Saturday, July 22, 2006

A Grateful Nation

Few things fix the mind on the here and the hereafter -- and the way human beings consign others to ford the pass between them -- than a funeral with full military honors at Arlington Cemetery, such as one I had the occasion to attend this week.

In almost every respect, the occasion was uncommon. The family party was small. The wound caused by the nearly year-old death was almost healed. The death itself had come peacefully in the deceased's bed at home. The veteran was a female naval intelligence officer during World War II.

More than a funeral, it was an inhumation. There was no bathos, nor rage at the loss of a loved one at the hands of a negligent, selfish president waging a criminally stupid war in the Persian Gulf. World War II was indisputably the last "good war."

Instead, there was an astounding display of quiet dignity on the part of the U.S. Navy. A marching band, what looked to my civilian eye as a battallion of sailors, a horse-drawn caisson with a casket draped in the stars and stripes, a color guard.

I was reminded of Kennedy's funeral. My older son thought it was someone else's cortege, not his grandmother's. Perhaps Rumsfeld's (I only wish!). It was beautiful.

The band played "Come, Holy Ghost." Then we processed to the burial site to the sounds of the Navy hymn, "Eternal Father, Strong to Save." We stopped. Six sailors held a flag over the cremains. The Navy chaplain led us in prayer. We stood.

A line of about six sailors formed, raised their rifles and fired a three-rifle volley. The practice has its origins in an ancient war custom of bringing all fighting to a halt to remove the dead from the battlefield. Once each army had cleared its dead, it would fire three volleys to indicate that the dead had been cared for and that they were ready to go back to the fight.

Finally, the six escorting sailors folded the flag to the sounds of "America, the Beautiful." A sailor handed it to the military chaplain, who then presented it to the next of kin with the following words, "On behalf of the President of the United States, the Chief of Naval Operations and a grateful nation, please accept this flag as a symbol of our appreciation for your mother's service to this Country in World War II."

Then came the bugler's "Taps."

"Taps" was composed by the Union Army Brigadier General Daniel Butterfield, while in camp at Harrison's Landing, Virginia, in 1862. It became known as "Taps" because it was often tapped out on a drum, whenever a bugler was unavailable, and was widely used by both Northern and Southern armies.

Restless thoughts followed me in the hush and quiet that ensued that sweltering day.

A part of me had been rebelling, fighting within me to scream out the rage of thousands of mothers at the inhumanity of war. I came of age at a time in which such displays in the face of the military were common, as the government was waging another useless carnage, in Vietnam. Yet the effect of the military's psychological operation on me had been uncanny.

Still a vaguely agnostic Christian, I had prayed with feeling and been moved at "Taps." My rebellious feelings had felt undignified in the face of young boys who might be called upon to die, no matter how cruelly meaningless the conflict.

It's a clever thing to have these ceremonies, one family by one family, out of sight from the glaring eye of the press. I had been challenged at the gate due to my press badge; I was there as an individual, not a reporter, so I hid it thereafter. But I then realized this is a part of war the military wishes to hide.

No recruiter would want young men to see what their mothers might face. No dissembling president using pointless war to dole out billions to cronies would want the public to know at what human expense.

In a sense, all military funerals are efforts to assuage the guilt and responsibility of military and political leaders for having taken someone from a family and returned that person dead. It's the least a grateful nation can do. All such funerals are a human response in the face of a shameful reality; they are cathartic ceremonies and a public confession that we are a murderous species.

How much more grateful all of us might be if war's casualties were much rarer, the occasions far nobler!

Such, at least, was true in the case of the military service rendered by this one Second World War Navy lieutenant I went to mourn, one whose intelligence analyses undoubtedly saved thousands of American lives and millions of others from the scourge of the Axis powers. Full military honors, in this instance, were a fitting coda to a life's struggle, well fought.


> Task requirements: Return each entry below word for word, leaving out any image.

> The input:
# # #

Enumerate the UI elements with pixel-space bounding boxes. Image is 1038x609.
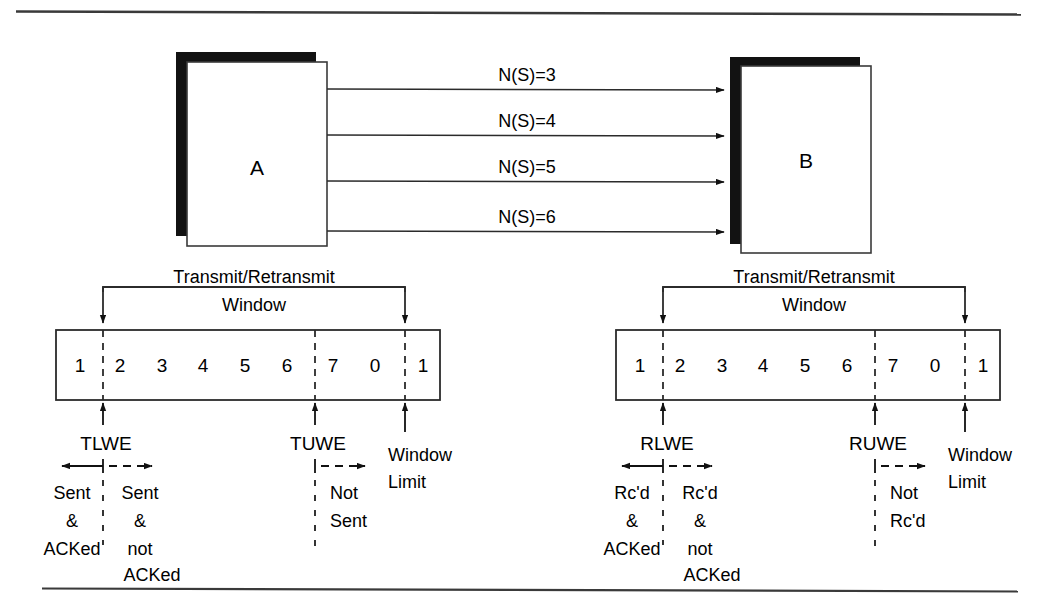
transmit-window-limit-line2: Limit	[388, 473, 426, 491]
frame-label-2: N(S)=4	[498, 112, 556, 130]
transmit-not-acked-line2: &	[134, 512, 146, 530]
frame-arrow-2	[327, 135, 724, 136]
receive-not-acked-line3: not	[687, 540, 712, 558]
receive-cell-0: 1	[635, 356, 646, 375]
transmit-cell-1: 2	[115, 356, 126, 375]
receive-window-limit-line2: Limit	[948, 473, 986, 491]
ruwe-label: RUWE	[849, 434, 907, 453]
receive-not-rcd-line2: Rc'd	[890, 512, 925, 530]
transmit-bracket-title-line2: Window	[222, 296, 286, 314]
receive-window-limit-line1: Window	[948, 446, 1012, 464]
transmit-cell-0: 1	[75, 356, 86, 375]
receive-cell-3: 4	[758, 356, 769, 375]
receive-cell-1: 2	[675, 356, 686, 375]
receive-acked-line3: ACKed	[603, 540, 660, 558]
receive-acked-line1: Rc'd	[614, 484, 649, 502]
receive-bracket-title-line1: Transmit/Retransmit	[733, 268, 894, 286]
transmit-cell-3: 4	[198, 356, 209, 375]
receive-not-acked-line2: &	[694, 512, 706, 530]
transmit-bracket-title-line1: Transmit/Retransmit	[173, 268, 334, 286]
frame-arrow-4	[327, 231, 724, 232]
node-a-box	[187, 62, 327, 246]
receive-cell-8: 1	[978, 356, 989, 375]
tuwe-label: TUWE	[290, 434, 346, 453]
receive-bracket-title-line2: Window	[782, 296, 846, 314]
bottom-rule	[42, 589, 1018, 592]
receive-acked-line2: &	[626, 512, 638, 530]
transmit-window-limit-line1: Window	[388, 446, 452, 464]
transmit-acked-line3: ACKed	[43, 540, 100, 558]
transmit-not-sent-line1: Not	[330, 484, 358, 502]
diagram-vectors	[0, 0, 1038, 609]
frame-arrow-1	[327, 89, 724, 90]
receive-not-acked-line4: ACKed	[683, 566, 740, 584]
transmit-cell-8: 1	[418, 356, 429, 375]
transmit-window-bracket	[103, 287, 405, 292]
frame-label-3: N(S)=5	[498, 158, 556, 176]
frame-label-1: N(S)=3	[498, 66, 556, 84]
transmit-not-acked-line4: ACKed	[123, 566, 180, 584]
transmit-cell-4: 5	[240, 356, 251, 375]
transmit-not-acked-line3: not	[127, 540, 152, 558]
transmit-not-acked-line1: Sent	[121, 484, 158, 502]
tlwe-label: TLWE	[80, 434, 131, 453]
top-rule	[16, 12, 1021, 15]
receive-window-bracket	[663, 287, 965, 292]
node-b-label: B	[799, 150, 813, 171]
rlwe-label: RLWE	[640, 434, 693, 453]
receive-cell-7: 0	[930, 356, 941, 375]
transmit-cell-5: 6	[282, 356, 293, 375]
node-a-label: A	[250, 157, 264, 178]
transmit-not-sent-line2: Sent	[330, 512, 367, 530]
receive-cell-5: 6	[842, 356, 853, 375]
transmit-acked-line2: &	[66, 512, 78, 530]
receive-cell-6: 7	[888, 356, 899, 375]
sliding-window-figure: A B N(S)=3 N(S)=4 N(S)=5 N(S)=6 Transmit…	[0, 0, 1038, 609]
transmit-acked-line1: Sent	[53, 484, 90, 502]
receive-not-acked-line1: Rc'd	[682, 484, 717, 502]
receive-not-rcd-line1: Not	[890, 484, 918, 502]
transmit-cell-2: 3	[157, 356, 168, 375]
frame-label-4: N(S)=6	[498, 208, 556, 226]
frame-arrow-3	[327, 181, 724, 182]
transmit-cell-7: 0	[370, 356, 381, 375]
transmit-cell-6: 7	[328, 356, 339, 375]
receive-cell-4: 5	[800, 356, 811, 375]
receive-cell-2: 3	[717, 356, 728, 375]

# # #

> Task output:
Enumerate the UI elements with pixel-space bounding boxes. Image is 1038x609.
transmit-window-limit-line2: Limit	[388, 473, 426, 491]
frame-label-2: N(S)=4	[498, 112, 556, 130]
transmit-not-acked-line2: &	[134, 512, 146, 530]
frame-arrow-2	[327, 135, 724, 136]
receive-not-acked-line3: not	[687, 540, 712, 558]
receive-cell-0: 1	[635, 356, 646, 375]
transmit-cell-1: 2	[115, 356, 126, 375]
receive-window-limit-line2: Limit	[948, 473, 986, 491]
ruwe-label: RUWE	[849, 434, 907, 453]
receive-not-rcd-line2: Rc'd	[890, 512, 925, 530]
transmit-bracket-title-line2: Window	[222, 296, 286, 314]
receive-window-limit-line1: Window	[948, 446, 1012, 464]
transmit-cell-0: 1	[75, 356, 86, 375]
receive-cell-3: 4	[758, 356, 769, 375]
receive-cell-1: 2	[675, 356, 686, 375]
receive-acked-line3: ACKed	[603, 540, 660, 558]
receive-acked-line1: Rc'd	[614, 484, 649, 502]
receive-bracket-title-line1: Transmit/Retransmit	[733, 268, 894, 286]
transmit-cell-3: 4	[198, 356, 209, 375]
receive-not-acked-line2: &	[694, 512, 706, 530]
transmit-bracket-title-line1: Transmit/Retransmit	[173, 268, 334, 286]
frame-arrow-4	[327, 231, 724, 232]
node-a-box	[187, 62, 327, 246]
receive-cell-8: 1	[978, 356, 989, 375]
tuwe-label: TUWE	[290, 434, 346, 453]
receive-bracket-title-line2: Window	[782, 296, 846, 314]
bottom-rule	[42, 589, 1018, 592]
receive-acked-line2: &	[626, 512, 638, 530]
transmit-window-limit-line1: Window	[388, 446, 452, 464]
transmit-acked-line3: ACKed	[43, 540, 100, 558]
transmit-not-sent-line1: Not	[330, 484, 358, 502]
diagram-vectors	[0, 0, 1038, 609]
frame-arrow-1	[327, 89, 724, 90]
receive-not-acked-line4: ACKed	[683, 566, 740, 584]
transmit-cell-8: 1	[418, 356, 429, 375]
transmit-window-bracket	[103, 287, 405, 292]
frame-label-3: N(S)=5	[498, 158, 556, 176]
frame-label-1: N(S)=3	[498, 66, 556, 84]
transmit-not-acked-line4: ACKed	[123, 566, 180, 584]
transmit-cell-4: 5	[240, 356, 251, 375]
transmit-not-acked-line3: not	[127, 540, 152, 558]
transmit-not-acked-line1: Sent	[121, 484, 158, 502]
tlwe-label: TLWE	[80, 434, 131, 453]
top-rule	[16, 12, 1021, 15]
receive-window-bracket	[663, 287, 965, 292]
node-b-label: B	[799, 150, 813, 171]
rlwe-label: RLWE	[640, 434, 693, 453]
receive-cell-7: 0	[930, 356, 941, 375]
transmit-cell-5: 6	[282, 356, 293, 375]
node-a-label: A	[250, 157, 264, 178]
transmit-not-sent-line2: Sent	[330, 512, 367, 530]
receive-cell-5: 6	[842, 356, 853, 375]
transmit-acked-line2: &	[66, 512, 78, 530]
receive-cell-6: 7	[888, 356, 899, 375]
sliding-window-figure: A B N(S)=3 N(S)=4 N(S)=5 N(S)=6 Transmit…	[0, 0, 1038, 609]
transmit-acked-line1: Sent	[53, 484, 90, 502]
receive-not-acked-line1: Rc'd	[682, 484, 717, 502]
receive-not-rcd-line1: Not	[890, 484, 918, 502]
transmit-cell-2: 3	[157, 356, 168, 375]
frame-label-4: N(S)=6	[498, 208, 556, 226]
frame-arrow-3	[327, 181, 724, 182]
transmit-cell-7: 0	[370, 356, 381, 375]
transmit-cell-6: 7	[328, 356, 339, 375]
receive-cell-4: 5	[800, 356, 811, 375]
receive-cell-2: 3	[717, 356, 728, 375]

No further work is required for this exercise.